Good bye Kenya….hello Uganda!! Serving in Kenya was tremendous. What can I say?…I was a little nervous coming into The World Race. Where would I be living? A tent? What would I be eating??? Although there have been a few interesting meals, as a whole the food has been wonderful. Would I get sick.? Get malaria?? Nope!! Malaria has been an issue for a number of people on my. We have had whole teams come down with it. While we are taking preventative medication it does not cover for all the different stands of malaria. While staying in Kenya we had developed a close friendship with a native Kenyan named John. He had never had malaria but in one night he started running a high fever, nausea, and body aches, some of the classic signs of malaria. His countenance changed from exuberant joy to extreme weakness but the thought of going to the hospital for him was a worrisome because of the cost. It was so awesome though, because we where able to take him to a clinic that night and start treatment and within hours of receiving treatment he was feeling better, and by the following afternoon he was home. His bill?….2,500……!!!…..shillings….so what does that translate to in dollars….only about about 25!! I wish you could have seen the gratitude that was on his face and felt the joy that filled his heart after our team payed his bill. It was a look that was worth millions. He has become a great friend and I hope to continue our friendship even though I am continuing on now in Uganda.

I have now been in Uganda for a little over a week and things have been great. It rains just about every day but really the weather is soooo nice but where there is rain there is MUD and lots of it. Its not till you get more in the city that you have paved (pot hole ridden) roads, so I have just got used to washing my feet on a regular bases (I typically where sandals everywhere I go). We are located just about 25 minutes outside of Kampala (the capital of Uganda) in a village called Kisigula. This past week we visited Conerstone elementary school located in Ggaba (near Lake Victoria). I did not really know what I was getting into when I signed up for The World Race but I am coming to discover that we are here to do just about anything….but teaching??? I never saw myself as much of a school teacher but here I am teaching in Africa. Thankfully I my students are 1/3 my size and most their problems have to do with telling time…whew….I think I can handle that. We have been traveling just about every day to teach for a few hours in the schools that the pastor, our contact here, is head over.
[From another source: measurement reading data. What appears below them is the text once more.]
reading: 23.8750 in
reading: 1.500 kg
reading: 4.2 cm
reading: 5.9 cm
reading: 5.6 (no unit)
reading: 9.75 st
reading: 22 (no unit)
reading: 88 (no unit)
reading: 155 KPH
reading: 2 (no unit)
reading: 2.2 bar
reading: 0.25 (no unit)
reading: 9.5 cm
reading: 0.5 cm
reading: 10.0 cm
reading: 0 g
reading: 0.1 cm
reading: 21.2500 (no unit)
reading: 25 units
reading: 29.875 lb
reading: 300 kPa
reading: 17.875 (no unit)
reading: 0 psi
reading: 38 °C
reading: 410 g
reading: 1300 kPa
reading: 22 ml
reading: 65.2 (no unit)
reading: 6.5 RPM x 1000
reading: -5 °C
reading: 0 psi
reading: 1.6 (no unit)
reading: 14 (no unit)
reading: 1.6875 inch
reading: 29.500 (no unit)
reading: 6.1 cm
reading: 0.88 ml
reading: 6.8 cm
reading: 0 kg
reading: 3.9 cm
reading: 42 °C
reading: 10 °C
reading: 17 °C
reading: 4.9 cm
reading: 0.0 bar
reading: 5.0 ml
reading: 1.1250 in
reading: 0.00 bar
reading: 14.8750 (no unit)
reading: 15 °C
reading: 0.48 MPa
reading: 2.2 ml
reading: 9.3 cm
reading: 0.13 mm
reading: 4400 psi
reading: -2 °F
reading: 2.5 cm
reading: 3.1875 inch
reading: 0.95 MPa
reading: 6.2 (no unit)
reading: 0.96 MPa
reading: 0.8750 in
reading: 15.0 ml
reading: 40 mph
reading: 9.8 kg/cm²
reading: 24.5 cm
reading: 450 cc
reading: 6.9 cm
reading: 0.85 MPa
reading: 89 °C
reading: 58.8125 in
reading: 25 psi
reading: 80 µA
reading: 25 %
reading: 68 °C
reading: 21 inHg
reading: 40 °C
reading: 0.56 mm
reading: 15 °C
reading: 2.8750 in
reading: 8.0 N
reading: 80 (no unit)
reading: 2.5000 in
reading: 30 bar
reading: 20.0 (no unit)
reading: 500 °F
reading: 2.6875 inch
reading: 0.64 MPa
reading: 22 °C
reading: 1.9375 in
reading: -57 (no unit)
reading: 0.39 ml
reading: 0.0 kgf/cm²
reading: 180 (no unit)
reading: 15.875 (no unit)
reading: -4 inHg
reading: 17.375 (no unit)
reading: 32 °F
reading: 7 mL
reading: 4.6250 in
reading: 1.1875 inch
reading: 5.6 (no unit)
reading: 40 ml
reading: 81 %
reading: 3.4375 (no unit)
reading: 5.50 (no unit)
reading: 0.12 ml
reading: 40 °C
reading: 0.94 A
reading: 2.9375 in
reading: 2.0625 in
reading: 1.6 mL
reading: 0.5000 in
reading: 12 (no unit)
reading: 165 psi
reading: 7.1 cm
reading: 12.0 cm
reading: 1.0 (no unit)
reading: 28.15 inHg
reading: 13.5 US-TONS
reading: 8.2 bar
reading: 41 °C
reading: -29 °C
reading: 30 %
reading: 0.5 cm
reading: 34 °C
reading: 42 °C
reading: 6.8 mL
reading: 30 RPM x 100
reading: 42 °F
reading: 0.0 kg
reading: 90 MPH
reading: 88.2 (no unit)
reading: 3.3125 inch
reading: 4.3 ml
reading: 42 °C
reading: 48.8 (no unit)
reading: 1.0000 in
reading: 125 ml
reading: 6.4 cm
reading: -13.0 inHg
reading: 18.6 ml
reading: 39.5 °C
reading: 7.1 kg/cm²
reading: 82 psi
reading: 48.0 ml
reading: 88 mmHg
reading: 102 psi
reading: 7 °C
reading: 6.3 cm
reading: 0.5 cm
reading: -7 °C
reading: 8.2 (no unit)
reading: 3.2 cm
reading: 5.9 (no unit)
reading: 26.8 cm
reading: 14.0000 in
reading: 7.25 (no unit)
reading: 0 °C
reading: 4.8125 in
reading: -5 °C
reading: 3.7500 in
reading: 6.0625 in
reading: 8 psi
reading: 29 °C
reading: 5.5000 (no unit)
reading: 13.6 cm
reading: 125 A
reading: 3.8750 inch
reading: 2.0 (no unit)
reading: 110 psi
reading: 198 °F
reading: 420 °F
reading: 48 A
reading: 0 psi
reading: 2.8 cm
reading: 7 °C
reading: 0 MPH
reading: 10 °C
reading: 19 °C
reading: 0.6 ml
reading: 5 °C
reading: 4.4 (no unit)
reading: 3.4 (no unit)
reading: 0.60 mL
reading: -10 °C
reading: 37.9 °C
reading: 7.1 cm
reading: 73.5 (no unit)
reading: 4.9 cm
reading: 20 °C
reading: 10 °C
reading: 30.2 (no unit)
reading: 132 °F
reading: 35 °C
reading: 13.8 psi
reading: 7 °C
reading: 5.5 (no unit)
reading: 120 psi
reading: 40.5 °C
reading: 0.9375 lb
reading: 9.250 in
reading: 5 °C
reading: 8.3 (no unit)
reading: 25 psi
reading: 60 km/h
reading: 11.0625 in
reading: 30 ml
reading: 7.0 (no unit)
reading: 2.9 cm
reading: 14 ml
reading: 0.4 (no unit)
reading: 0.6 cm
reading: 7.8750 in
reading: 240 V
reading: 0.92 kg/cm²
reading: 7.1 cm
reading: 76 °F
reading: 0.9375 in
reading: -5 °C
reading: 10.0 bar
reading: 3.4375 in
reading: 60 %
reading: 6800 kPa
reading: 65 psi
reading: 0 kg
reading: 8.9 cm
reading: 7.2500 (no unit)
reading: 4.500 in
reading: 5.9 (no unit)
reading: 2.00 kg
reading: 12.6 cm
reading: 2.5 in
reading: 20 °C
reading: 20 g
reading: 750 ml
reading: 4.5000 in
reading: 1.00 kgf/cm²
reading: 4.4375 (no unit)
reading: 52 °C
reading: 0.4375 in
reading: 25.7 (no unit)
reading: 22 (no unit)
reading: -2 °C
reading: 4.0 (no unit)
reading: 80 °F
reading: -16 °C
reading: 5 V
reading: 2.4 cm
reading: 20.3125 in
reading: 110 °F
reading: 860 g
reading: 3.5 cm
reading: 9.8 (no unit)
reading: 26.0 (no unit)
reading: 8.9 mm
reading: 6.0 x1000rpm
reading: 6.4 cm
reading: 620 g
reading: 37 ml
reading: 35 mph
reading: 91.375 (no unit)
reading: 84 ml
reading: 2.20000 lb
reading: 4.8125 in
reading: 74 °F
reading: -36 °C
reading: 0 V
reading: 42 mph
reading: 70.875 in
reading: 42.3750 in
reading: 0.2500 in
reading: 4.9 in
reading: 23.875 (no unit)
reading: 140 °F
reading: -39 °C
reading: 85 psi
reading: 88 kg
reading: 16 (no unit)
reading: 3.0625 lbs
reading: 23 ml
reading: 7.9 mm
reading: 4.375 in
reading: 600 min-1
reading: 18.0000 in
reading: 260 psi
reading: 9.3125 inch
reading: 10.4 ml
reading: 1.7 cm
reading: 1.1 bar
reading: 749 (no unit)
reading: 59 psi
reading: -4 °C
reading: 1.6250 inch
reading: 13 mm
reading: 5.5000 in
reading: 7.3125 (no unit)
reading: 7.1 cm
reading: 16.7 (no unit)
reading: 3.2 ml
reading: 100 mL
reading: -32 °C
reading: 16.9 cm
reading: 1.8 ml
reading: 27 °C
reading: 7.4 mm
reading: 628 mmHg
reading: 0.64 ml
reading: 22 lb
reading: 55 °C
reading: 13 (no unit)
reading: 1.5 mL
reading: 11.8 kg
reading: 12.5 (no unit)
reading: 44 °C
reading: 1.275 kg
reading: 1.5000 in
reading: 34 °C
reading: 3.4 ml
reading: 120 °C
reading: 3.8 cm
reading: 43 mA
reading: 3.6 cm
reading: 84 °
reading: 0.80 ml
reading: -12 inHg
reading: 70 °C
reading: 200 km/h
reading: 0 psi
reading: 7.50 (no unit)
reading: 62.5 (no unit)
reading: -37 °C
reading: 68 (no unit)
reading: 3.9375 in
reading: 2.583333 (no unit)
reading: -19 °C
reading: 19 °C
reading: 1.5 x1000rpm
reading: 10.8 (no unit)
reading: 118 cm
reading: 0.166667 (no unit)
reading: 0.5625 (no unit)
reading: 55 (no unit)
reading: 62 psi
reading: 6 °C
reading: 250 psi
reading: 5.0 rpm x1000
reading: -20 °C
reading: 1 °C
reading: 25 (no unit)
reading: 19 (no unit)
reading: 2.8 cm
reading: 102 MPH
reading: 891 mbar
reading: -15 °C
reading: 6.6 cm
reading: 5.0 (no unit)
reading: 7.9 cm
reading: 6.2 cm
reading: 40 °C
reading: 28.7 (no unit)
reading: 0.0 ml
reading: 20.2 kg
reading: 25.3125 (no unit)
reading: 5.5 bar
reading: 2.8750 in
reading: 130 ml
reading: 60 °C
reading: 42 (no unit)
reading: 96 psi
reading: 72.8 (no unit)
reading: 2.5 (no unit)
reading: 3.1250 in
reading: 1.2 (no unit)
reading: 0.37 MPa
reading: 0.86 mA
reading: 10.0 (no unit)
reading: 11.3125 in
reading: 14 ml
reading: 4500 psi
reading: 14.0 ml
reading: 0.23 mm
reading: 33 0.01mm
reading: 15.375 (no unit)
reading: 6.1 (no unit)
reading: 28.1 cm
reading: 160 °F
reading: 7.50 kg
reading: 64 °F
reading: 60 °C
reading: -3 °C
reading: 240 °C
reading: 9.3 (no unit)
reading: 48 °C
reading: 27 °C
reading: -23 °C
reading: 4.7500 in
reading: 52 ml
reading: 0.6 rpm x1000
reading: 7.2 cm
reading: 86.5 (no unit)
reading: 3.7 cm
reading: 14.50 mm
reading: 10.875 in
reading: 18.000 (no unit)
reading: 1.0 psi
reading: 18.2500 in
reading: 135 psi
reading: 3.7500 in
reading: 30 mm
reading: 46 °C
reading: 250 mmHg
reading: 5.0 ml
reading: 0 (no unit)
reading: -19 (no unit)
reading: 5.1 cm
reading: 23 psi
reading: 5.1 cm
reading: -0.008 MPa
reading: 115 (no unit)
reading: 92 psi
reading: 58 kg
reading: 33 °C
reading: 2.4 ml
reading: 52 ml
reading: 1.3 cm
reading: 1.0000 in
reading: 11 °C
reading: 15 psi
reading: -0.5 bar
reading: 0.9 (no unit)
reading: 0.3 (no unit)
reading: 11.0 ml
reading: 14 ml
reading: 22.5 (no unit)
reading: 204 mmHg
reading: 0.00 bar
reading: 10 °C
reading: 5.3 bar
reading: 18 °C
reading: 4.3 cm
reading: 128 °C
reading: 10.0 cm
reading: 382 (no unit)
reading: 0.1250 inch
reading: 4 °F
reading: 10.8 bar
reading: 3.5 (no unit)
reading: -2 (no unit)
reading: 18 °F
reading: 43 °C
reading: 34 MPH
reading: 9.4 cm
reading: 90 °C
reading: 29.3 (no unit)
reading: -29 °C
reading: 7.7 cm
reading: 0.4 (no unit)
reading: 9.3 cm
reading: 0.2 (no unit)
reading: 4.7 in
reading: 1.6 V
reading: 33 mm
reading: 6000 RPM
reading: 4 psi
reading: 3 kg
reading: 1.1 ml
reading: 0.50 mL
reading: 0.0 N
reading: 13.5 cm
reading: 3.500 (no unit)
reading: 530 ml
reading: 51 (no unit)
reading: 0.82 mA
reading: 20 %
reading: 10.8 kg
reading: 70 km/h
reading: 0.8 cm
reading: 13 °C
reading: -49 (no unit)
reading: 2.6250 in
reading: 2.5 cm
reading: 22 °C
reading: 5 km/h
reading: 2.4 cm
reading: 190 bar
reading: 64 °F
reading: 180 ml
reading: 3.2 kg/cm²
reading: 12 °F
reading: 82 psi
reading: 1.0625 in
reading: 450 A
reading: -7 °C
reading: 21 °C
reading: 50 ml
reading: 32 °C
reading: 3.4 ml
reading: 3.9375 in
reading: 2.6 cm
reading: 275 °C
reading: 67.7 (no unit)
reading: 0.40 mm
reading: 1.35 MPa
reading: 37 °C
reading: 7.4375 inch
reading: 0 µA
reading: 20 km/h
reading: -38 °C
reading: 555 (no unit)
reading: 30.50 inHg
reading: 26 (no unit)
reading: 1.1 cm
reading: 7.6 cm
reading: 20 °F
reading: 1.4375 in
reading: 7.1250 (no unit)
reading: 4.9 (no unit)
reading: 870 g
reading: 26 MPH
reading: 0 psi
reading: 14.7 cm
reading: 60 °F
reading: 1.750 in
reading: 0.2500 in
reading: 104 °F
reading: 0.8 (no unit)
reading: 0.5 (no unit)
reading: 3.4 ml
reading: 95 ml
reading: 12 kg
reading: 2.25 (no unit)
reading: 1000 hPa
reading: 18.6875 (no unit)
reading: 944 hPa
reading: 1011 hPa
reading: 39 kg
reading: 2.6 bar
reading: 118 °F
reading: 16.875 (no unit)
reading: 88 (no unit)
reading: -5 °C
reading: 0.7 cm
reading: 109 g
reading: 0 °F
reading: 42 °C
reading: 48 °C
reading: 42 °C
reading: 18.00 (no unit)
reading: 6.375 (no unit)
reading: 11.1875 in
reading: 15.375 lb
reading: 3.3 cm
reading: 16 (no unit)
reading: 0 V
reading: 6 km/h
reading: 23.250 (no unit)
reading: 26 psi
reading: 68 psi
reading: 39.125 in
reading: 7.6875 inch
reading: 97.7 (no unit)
So traveling here in Africa is sooo much fun. Ok maybe you have to have a little bit of a twisted sense of humor to think so but its just crazy at times. We have to travel to “taxi park” once we get to the city to get a connecting taxi to where we are trying to go. “Taxi park” is so crazy. There seems like there is about a gazillion van/bus like taxi’s crammed into a very small area and if it had recently rained its might as well be a mud pit. If you can manage not to slip and fall into the mud as you squeeze between taxi's, so close together that you can barely fit, then you are doing good. When you do find the right taxi, which I could never do without the help of a local contact who always helps us, you get to watch as taxi drivers yell at one another (who knows what they are saying…???) trying to get us into there taxi. But eventually we make it into a taxi and we are off…..or so you would think. So this past time we sat for about 20 minutes as we where jammed bumper to bumper trying to get out of the taxi park. Tires spinning in mud, people pushing taxi's out of pot holes, the wonderful smell of BO a 18 people packed like sardines into a matatu (that’s what they call a taxi here)

So what am I learning….flexibility…physically (you know you have to bend in some interesting ways to fit 18 people in a small van), mentally (teaching!!!…ok I know its only elementary but its still challenging. Plus have you ever watched the show “Are you smarter then a fifth grader?? Point rested), and spiritually. God likes to put us in things that we never foresaw to teach us things we never knew about ourselves. God is so good. Africa is so good. This opportunity has been so good. Your support in my life is so good. Thank you for everything. Hope you all are doing well.